A personal note on judges, identity, and courage
I watched recent court battles unfold with a mix of pride and unease. Courts across the country have been issuing injunctions and stays that pause sweeping executive moves — and a subset of these decisions has triggered a visceral backlash from political corners often labeled "MAGA." The ire has had an unmistakable tone: when the rulings come from judges of Indian descent, the rhetoric often drifts from legal critique into cultural and racial grievance.
I write as someone who has long believed in two things: that strong institutions keep democracy breathing, and that immigrant communities should be judged by their contributions to the public good. When courts do their job — pausing a policy to allow the law to be tested and explained — that is not obstruction; it is the system working as designed.
Why this matters beyond headline heat
Judicial independence is not an academic luxury. It is the mechanism that lets disputed power be translated into legal principles rather than street fights. When courts pause a policy, they buy time for evidence, precedent, and reasoned argument.
When attacks against judges fold in ethnicity or faith, the consequence is twofold: a chilling effect on people of similar backgrounds considering public service, and erosion of public confidence in an impartial judiciary.
The backlash we’re seeing is symptomatic of a deeper tension in our politics: the polarization of every institution into a tribal marker. That makes neutral, professional institutions into targets — and that is a loss for everyone.
What I keep thinking about
The legal system is meant to translate political fights into legal tests. A temporary injunction is not a moral endorsement; it is a procedural pause so rights and laws can be squared against each other.
We must be careful not to let political frustration mutate into cultural blame. Attacking the person because of ancestry or accent is not the same as critiquing a legal reasoning. Our language matters.
Immigration and professional success have two common outcomes: greater national strength and, occasionally, resentment. We have to name the resentment and push back — not by silencing critique but by insisting critique stay anchored to facts and law, not identity.
What I’ve written before (and why it connects)
Some of my earlier writing has looked at delays in justice and the role of courts in protecting citizens from hasty policy changes. In a past piece I argued for reforms and technology to make courts more accessible and predictable; the same impulse underlies my reaction now: predictable processes and public trust protect both citizens and institutions. See my earlier post: Justice Delayed is Justice Denied.
A modest set of practical hopes
For the legal community: keep explaining. Judges and litigants should keep producing clear, accessible opinions that show what legal tests are being applied and why.
For civic leaders: call out rhetoric that targets identity and redirect debate to policy and law.
For my fellow immigrants and children of immigrants: this moment is a reminder that public service sometimes means standing where scrutiny is sharpest. That scrutiny should be fair — not racialized.
Closing, in first person
I am proud of judges who put the law before applause, regardless of their background. I worry when the conversation about courts descends into tribal fury centered on ancestry rather than argument. If we want robust institutions that protect rights and govern fairly, we have to protect the people who staff them — especially when they act as referees in our most consequential fights.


→ TASK TO CARRY OUT
The pictures must be left out, while the rest of the data is copied exactly.

→ INPUT RECORDS
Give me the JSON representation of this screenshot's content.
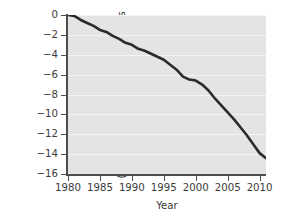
{
  "chart_data": {
    "type": "line",
    "title": "",
    "subtitle": "",
    "xlabel": "Year",
    "ylabel": "Mean cumulative mass of ice (water equivalent) lost, in meters",
    "ylabel_line_1": "Mean cumulative mass of ice",
    "ylabel_line_2": "(water equivalent) lost, in meters",
    "xlim": [
      1980,
      2011
    ],
    "ylim": [
      -16,
      0
    ],
    "xticks": [
      1980,
      1985,
      1990,
      1995,
      2000,
      2005,
      2010
    ],
    "xtick_labels": [
      "1980",
      "1985",
      "1990",
      "1995",
      "2000",
      "2005",
      "2010"
    ],
    "yticks": [
      0,
      -2,
      -4,
      -6,
      -8,
      -10,
      -12,
      -14,
      -16
    ],
    "ytick_labels": [
      "0",
      "−2",
      "−4",
      "−6",
      "−8",
      "−10",
      "−12",
      "−14",
      "−16"
    ],
    "grid": true,
    "grid_orientation": "horizontal",
    "grid_color": "#f4f4f4",
    "plot_background": "#e4e4e4",
    "line_color": "#2b2b2b",
    "line_width": 2.6,
    "legend": null,
    "legend_position": "none",
    "series": [
      {
        "name": "Mean cumulative mass balance of reference glaciers",
        "x": [
          1980,
          1981,
          1982,
          1983,
          1984,
          1985,
          1986,
          1987,
          1988,
          1989,
          1990,
          1991,
          1992,
          1993,
          1994,
          1995,
          1996,
          1997,
          1998,
          1999,
          2000,
          2001,
          2002,
          2003,
          2004,
          2005,
          2006,
          2007,
          2008,
          2009,
          2010,
          2011
        ],
        "values": [
          0.0,
          -0.1,
          -0.5,
          -0.8,
          -1.1,
          -1.5,
          -1.7,
          -2.1,
          -2.4,
          -2.8,
          -3.0,
          -3.4,
          -3.6,
          -3.9,
          -4.2,
          -4.5,
          -5.0,
          -5.5,
          -6.2,
          -6.5,
          -6.6,
          -7.0,
          -7.6,
          -8.4,
          -9.1,
          -9.8,
          -10.5,
          -11.3,
          -12.1,
          -13.0,
          -13.9,
          -14.4
        ]
      }
    ]
  },
  "axis": {
    "x_title": "Year"
  }
}
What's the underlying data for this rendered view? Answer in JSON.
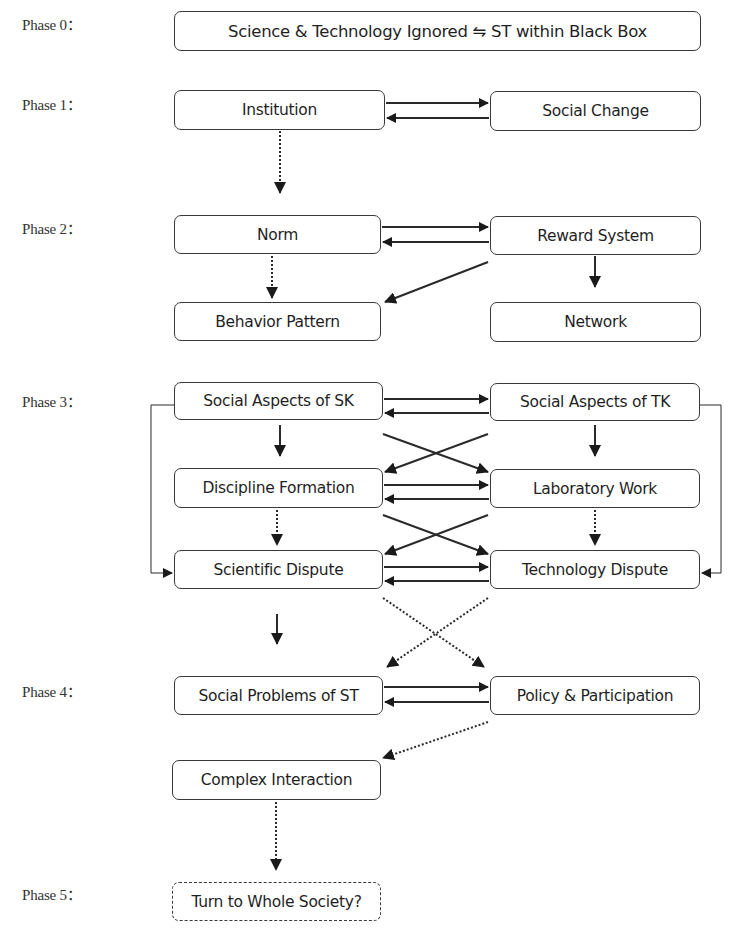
{
  "phases": [
    {
      "label": "Phase 0："
    },
    {
      "label": "Phase 1："
    },
    {
      "label": "Phase 2："
    },
    {
      "label": "Phase 3："
    },
    {
      "label": "Phase 4："
    },
    {
      "label": "Phase 5："
    }
  ],
  "nodes": {
    "phase0": "Science & Technology Ignored ⇋ ST within Black Box",
    "institution": "Institution",
    "social_change": "Social Change",
    "norm": "Norm",
    "reward_system": "Reward System",
    "behavior_pattern": "Behavior Pattern",
    "network": "Network",
    "social_aspects_sk": "Social Aspects of SK",
    "social_aspects_tk": "Social Aspects of TK",
    "discipline_formation": "Discipline Formation",
    "laboratory_work": "Laboratory Work",
    "scientific_dispute": "Scientific Dispute",
    "technology_dispute": "Technology Dispute",
    "social_problems_st": "Social Problems of ST",
    "policy_participation": "Policy & Participation",
    "complex_interaction": "Complex Interaction",
    "whole_society": "Turn to Whole Society?"
  },
  "edges": [
    {
      "from": "institution",
      "to": "social_change",
      "style": "solid"
    },
    {
      "from": "social_change",
      "to": "institution",
      "style": "solid"
    },
    {
      "from": "institution",
      "to": "norm",
      "style": "dotted"
    },
    {
      "from": "norm",
      "to": "reward_system",
      "style": "solid"
    },
    {
      "from": "reward_system",
      "to": "norm",
      "style": "solid"
    },
    {
      "from": "norm",
      "to": "behavior_pattern",
      "style": "dotted"
    },
    {
      "from": "reward_system",
      "to": "behavior_pattern",
      "style": "solid"
    },
    {
      "from": "reward_system",
      "to": "network",
      "style": "solid"
    },
    {
      "from": "social_aspects_sk",
      "to": "social_aspects_tk",
      "style": "solid"
    },
    {
      "from": "social_aspects_tk",
      "to": "social_aspects_sk",
      "style": "solid"
    },
    {
      "from": "social_aspects_sk",
      "to": "discipline_formation",
      "style": "solid"
    },
    {
      "from": "social_aspects_sk",
      "to": "laboratory_work",
      "style": "solid"
    },
    {
      "from": "social_aspects_tk",
      "to": "discipline_formation",
      "style": "solid"
    },
    {
      "from": "social_aspects_tk",
      "to": "laboratory_work",
      "style": "solid"
    },
    {
      "from": "social_aspects_sk",
      "to": "scientific_dispute",
      "style": "thin"
    },
    {
      "from": "social_aspects_tk",
      "to": "technology_dispute",
      "style": "thin"
    },
    {
      "from": "discipline_formation",
      "to": "laboratory_work",
      "style": "solid"
    },
    {
      "from": "laboratory_work",
      "to": "discipline_formation",
      "style": "solid"
    },
    {
      "from": "discipline_formation",
      "to": "scientific_dispute",
      "style": "dotted"
    },
    {
      "from": "discipline_formation",
      "to": "technology_dispute",
      "style": "solid"
    },
    {
      "from": "laboratory_work",
      "to": "scientific_dispute",
      "style": "solid"
    },
    {
      "from": "laboratory_work",
      "to": "technology_dispute",
      "style": "dotted"
    },
    {
      "from": "scientific_dispute",
      "to": "technology_dispute",
      "style": "solid"
    },
    {
      "from": "technology_dispute",
      "to": "scientific_dispute",
      "style": "solid"
    },
    {
      "from": "scientific_dispute",
      "to": "social_problems_st",
      "style": "solid"
    },
    {
      "from": "scientific_dispute",
      "to": "policy_participation",
      "style": "dotted"
    },
    {
      "from": "technology_dispute",
      "to": "social_problems_st",
      "style": "dotted"
    },
    {
      "from": "social_problems_st",
      "to": "policy_participation",
      "style": "solid"
    },
    {
      "from": "policy_participation",
      "to": "social_problems_st",
      "style": "solid"
    },
    {
      "from": "policy_participation",
      "to": "complex_interaction",
      "style": "dotted"
    },
    {
      "from": "complex_interaction",
      "to": "whole_society",
      "style": "dotted"
    }
  ],
  "colors": {
    "line": "#2a2a2a",
    "border": "#3a3a3a",
    "text": "#1f1f1f"
  }
}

→ ANSWER FOR THE TASK
Give me the JSON representation of this screenshot's content.
{
  "chart_data": {
    "type": "line",
    "title": "",
    "subtitle": "",
    "xlabel": "Year",
    "ylabel": "Mean cumulative mass of ice (water equivalent) lost, in meters",
    "ylabel_line_1": "Mean cumulative mass of ice",
    "ylabel_line_2": "(water equivalent) lost, in meters",
    "xlim": [
      1980,
      2011
    ],
    "ylim": [
      -16,
      0
    ],
    "xticks": [
      1980,
      1985,
      1990,
      1995,
      2000,
      2005,
      2010
    ],
    "xtick_labels": [
      "1980",
      "1985",
      "1990",
      "1995",
      "2000",
      "2005",
      "2010"
    ],
    "yticks": [
      0,
      -2,
      -4,
      -6,
      -8,
      -10,
      -12,
      -14,
      -16
    ],
    "ytick_labels": [
      "0",
      "−2",
      "−4",
      "−6",
      "−8",
      "−10",
      "−12",
      "−14",
      "−16"
    ],
    "grid": true,
    "grid_orientation": "horizontal",
    "grid_color": "#f4f4f4",
    "plot_background": "#e4e4e4",
    "line_color": "#2b2b2b",
    "line_width": 2.6,
    "legend": null,
    "legend_position": "none",
    "series": [
      {
        "name": "Mean cumulative mass balance of reference glaciers",
        "x": [
          1980,
          1981,
          1982,
          1983,
          1984,
          1985,
          1986,
          1987,
          1988,
          1989,
          1990,
          1991,
          1992,
          1993,
          1994,
          1995,
          1996,
          1997,
          1998,
          1999,
          2000,
          2001,
          2002,
          2003,
          2004,
          2005,
          2006,
          2007,
          2008,
          2009,
          2010,
          2011
        ],
        "values": [
          0.0,
          -0.1,
          -0.5,
          -0.8,
          -1.1,
          -1.5,
          -1.7,
          -2.1,
          -2.4,
          -2.8,
          -3.0,
          -3.4,
          -3.6,
          -3.9,
          -4.2,
          -4.5,
          -5.0,
          -5.5,
          -6.2,
          -6.5,
          -6.6,
          -7.0,
          -7.6,
          -8.4,
          -9.1,
          -9.8,
          -10.5,
          -11.3,
          -12.1,
          -13.0,
          -13.9,
          -14.4
        ]
      }
    ]
  },
  "axis": {
    "x_title": "Year"
  }
}
What's the underlying data for this rendered view? Answer in JSON.
{
  "phases": [
    {
      "label": "Phase 0："
    },
    {
      "label": "Phase 1："
    },
    {
      "label": "Phase 2："
    },
    {
      "label": "Phase 3："
    },
    {
      "label": "Phase 4："
    },
    {
      "label": "Phase 5："
    }
  ],
  "nodes": {
    "phase0": "Science & Technology Ignored ⇋ ST within Black Box",
    "institution": "Institution",
    "social_change": "Social Change",
    "norm": "Norm",
    "reward_system": "Reward System",
    "behavior_pattern": "Behavior Pattern",
    "network": "Network",
    "social_aspects_sk": "Social Aspects of SK",
    "social_aspects_tk": "Social Aspects of TK",
    "discipline_formation": "Discipline Formation",
    "laboratory_work": "Laboratory Work",
    "scientific_dispute": "Scientific Dispute",
    "technology_dispute": "Technology Dispute",
    "social_problems_st": "Social Problems of ST",
    "policy_participation": "Policy & Participation",
    "complex_interaction": "Complex Interaction",
    "whole_society": "Turn to Whole Society?"
  },
  "edges": [
    {
      "from": "institution",
      "to": "social_change",
      "style": "solid"
    },
    {
      "from": "social_change",
      "to": "institution",
      "style": "solid"
    },
    {
      "from": "institution",
      "to": "norm",
      "style": "dotted"
    },
    {
      "from": "norm",
      "to": "reward_system",
      "style": "solid"
    },
    {
      "from": "reward_system",
      "to": "norm",
      "style": "solid"
    },
    {
      "from": "norm",
      "to": "behavior_pattern",
      "style": "dotted"
    },
    {
      "from": "reward_system",
      "to": "behavior_pattern",
      "style": "solid"
    },
    {
      "from": "reward_system",
      "to": "network",
      "style": "solid"
    },
    {
      "from": "social_aspects_sk",
      "to": "social_aspects_tk",
      "style": "solid"
    },
    {
      "from": "social_aspects_tk",
      "to": "social_aspects_sk",
      "style": "solid"
    },
    {
      "from": "social_aspects_sk",
      "to": "discipline_formation",
      "style": "solid"
    },
    {
      "from": "social_aspects_sk",
      "to": "laboratory_work",
      "style": "solid"
    },
    {
      "from": "social_aspects_tk",
      "to": "discipline_formation",
      "style": "solid"
    },
    {
      "from": "social_aspects_tk",
      "to": "laboratory_work",
      "style": "solid"
    },
    {
      "from": "social_aspects_sk",
      "to": "scientific_dispute",
      "style": "thin"
    },
    {
      "from": "social_aspects_tk",
      "to": "technology_dispute",
      "style": "thin"
    },
    {
      "from": "discipline_formation",
      "to": "laboratory_work",
      "style": "solid"
    },
    {
      "from": "laboratory_work",
      "to": "discipline_formation",
      "style": "solid"
    },
    {
      "from": "discipline_formation",
      "to": "scientific_dispute",
      "style": "dotted"
    },
    {
      "from": "discipline_formation",
      "to": "technology_dispute",
      "style": "solid"
    },
    {
      "from": "laboratory_work",
      "to": "scientific_dispute",
      "style": "solid"
    },
    {
      "from": "laboratory_work",
      "to": "technology_dispute",
      "style": "dotted"
    },
    {
      "from": "scientific_dispute",
      "to": "technology_dispute",
      "style": "solid"
    },
    {
      "from": "technology_dispute",
      "to": "scientific_dispute",
      "style": "solid"
    },
    {
      "from": "scientific_dispute",
      "to": "social_problems_st",
      "style": "solid"
    },
    {
      "from": "scientific_dispute",
      "to": "policy_participation",
      "style": "dotted"
    },
    {
      "from": "technology_dispute",
      "to": "social_problems_st",
      "style": "dotted"
    },
    {
      "from": "social_problems_st",
      "to": "policy_participation",
      "style": "solid"
    },
    {
      "from": "policy_participation",
      "to": "social_problems_st",
      "style": "solid"
    },
    {
      "from": "policy_participation",
      "to": "complex_interaction",
      "style": "dotted"
    },
    {
      "from": "complex_interaction",
      "to": "whole_society",
      "style": "dotted"
    }
  ],
  "colors": {
    "line": "#2a2a2a",
    "border": "#3a3a3a",
    "text": "#1f1f1f"
  }
}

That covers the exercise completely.